The system is in the early stages of implementation. The initial target hardware is the EDS machine (Ward and Townsend, 1990). This is a tightlycoupled thirteen-node distributed store multicomputer, where each node has two Sparc (MMU-cachecoherent) processors sharing nodal store (64 Mb per node). This machine thus presents a model for scalable hybrid multicomputer/multiprocessor architectures. All resource management code is being written to allow multithreading in a shared store multiprocessor environment. The major components of the hardware object, that is those dealing with execution contexts, has been implemented to run on the Sparc processors of one node of the EDS machine.
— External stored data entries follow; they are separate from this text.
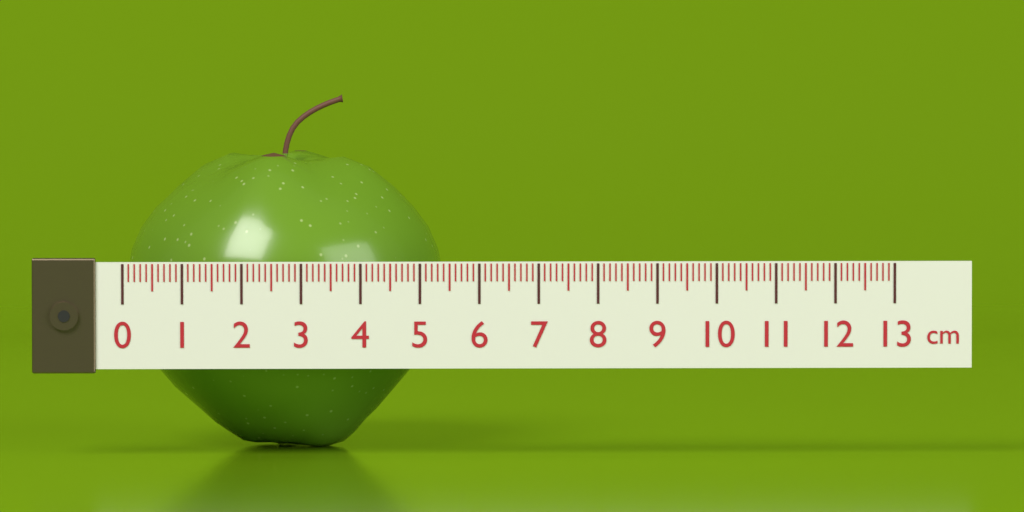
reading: 5.4 cm
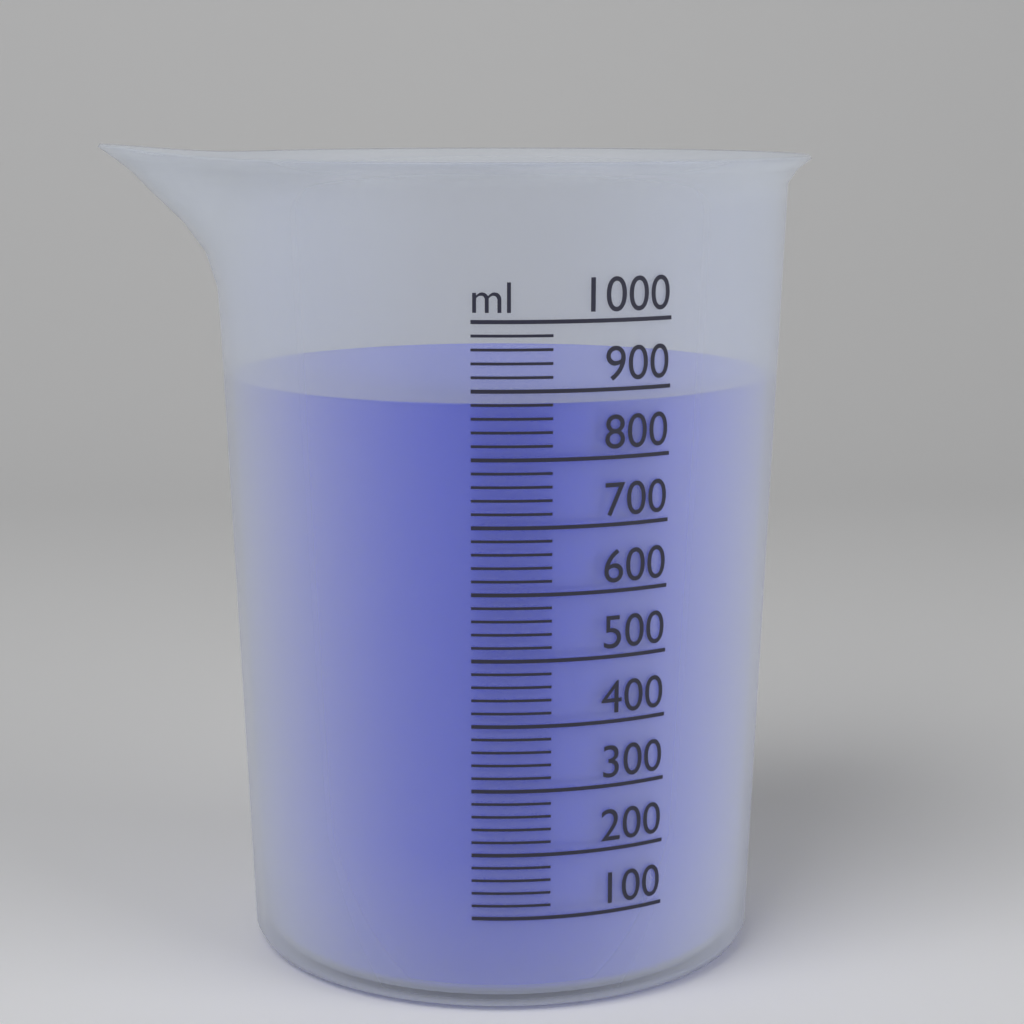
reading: 880 ml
Much of the work of this implementation has been concerned with optimising the treatment of the register window le of the Sparc. The current size of the hardware object is 47 Kb of text and 29 Kb of data (mainly trap tables, interrupt vector and interrupt stacks). The code includes trap handling (in particular about a quarter of the text is con- It is recognised that application-oriented resource cerned with register window handling), thread con- management may improve the performance of inditext handling, hardware address translation han- vidual parallel programs. One application-oriented
4 Summary
approach is to provide user-level, run-time, libraries of resource management routines. These libraries can be linked to applications and run-time systems. Using object-oriented techniques, new resource managers, with modi ed policies, can be derived from existing managers. These techniques allow both customisation and code reuse. An overview is given of a system, currently being developed, which has a small hardware-dependent executive, and user-level library-based resource management.
5 Acknowledgements The authors would like to thank John Keane, Brain Warboys, John Gurd and all the members of the Centre for Novel Computing.